CO poisoning kills more than 400 people each year and sends more than 100,000 to U.S. emergency rooms (CDC). Children are more vulnerable than adults because their respiratory rates are higher and they absorb more CO per breath. The symptoms in young children, drowsiness, irritability, vomiting, are easy to misread as illness.

Install CO detectors on every level of the home and outside sleeping areas. Test them monthly. Replace them every 5–7 years.

On electrical outlets: since the 2008 National Electrical Code, tamper-resistant receptacles are required in all new residential 125V outlets (NEC §406.12). If your home is older, plug covers are a stopgap, but they can be removed by children over about 18 months.
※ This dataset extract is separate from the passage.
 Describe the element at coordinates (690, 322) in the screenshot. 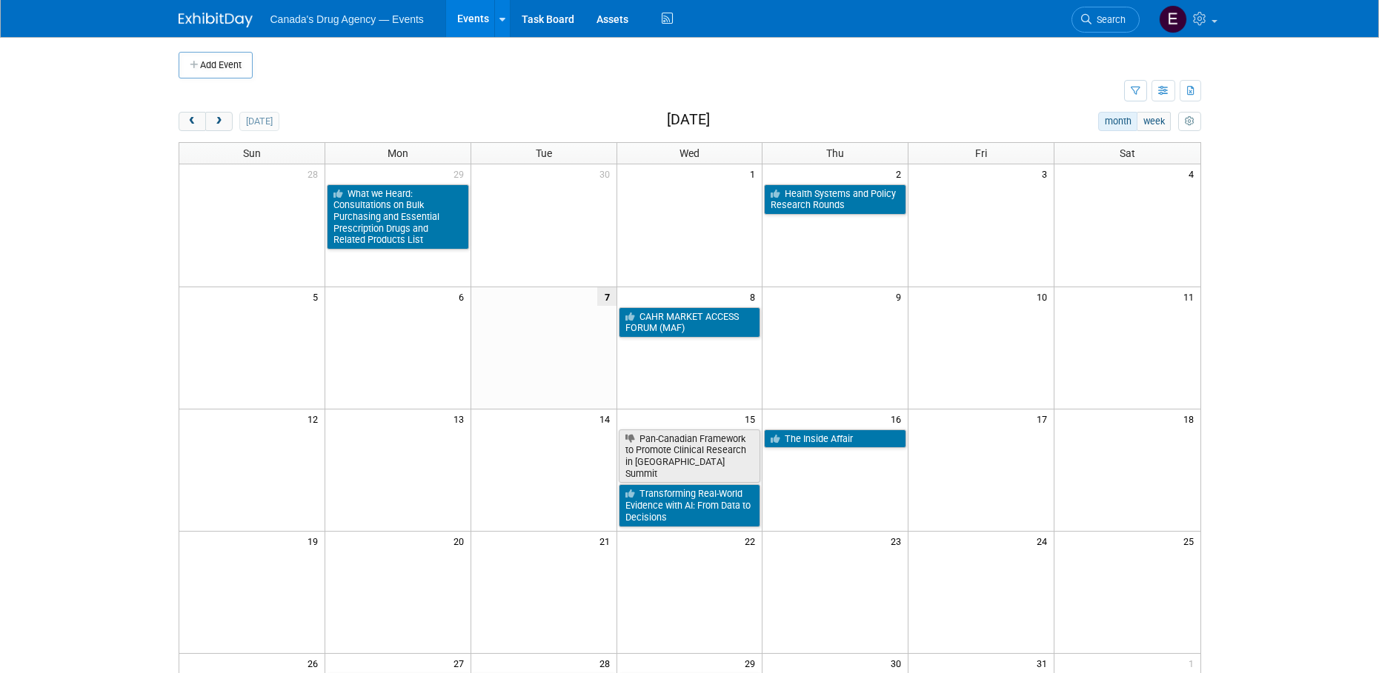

The better fix is replacing outlets with tamper-resistant versions, which have internal shutters that only open when equal pressure is applied to both slots simultaneously.

Where to Start If You’re Overwhelmed

You don’t have to do everything in a weekend. Start with the hazards that are most lethal and least visible: sleep environment, water heater temperature, corded window coverings, and furniture anchoring. Those four changes address the risks with the highest fatality rates and require the least ongoing vigilance once they’re done.

After that, work through the rest systematically. Lock medications. Install stair gates. Add CO detectors. The goal isn’t a perfect house. It’s a house where the most dangerous things have been addressed before your child reaches them.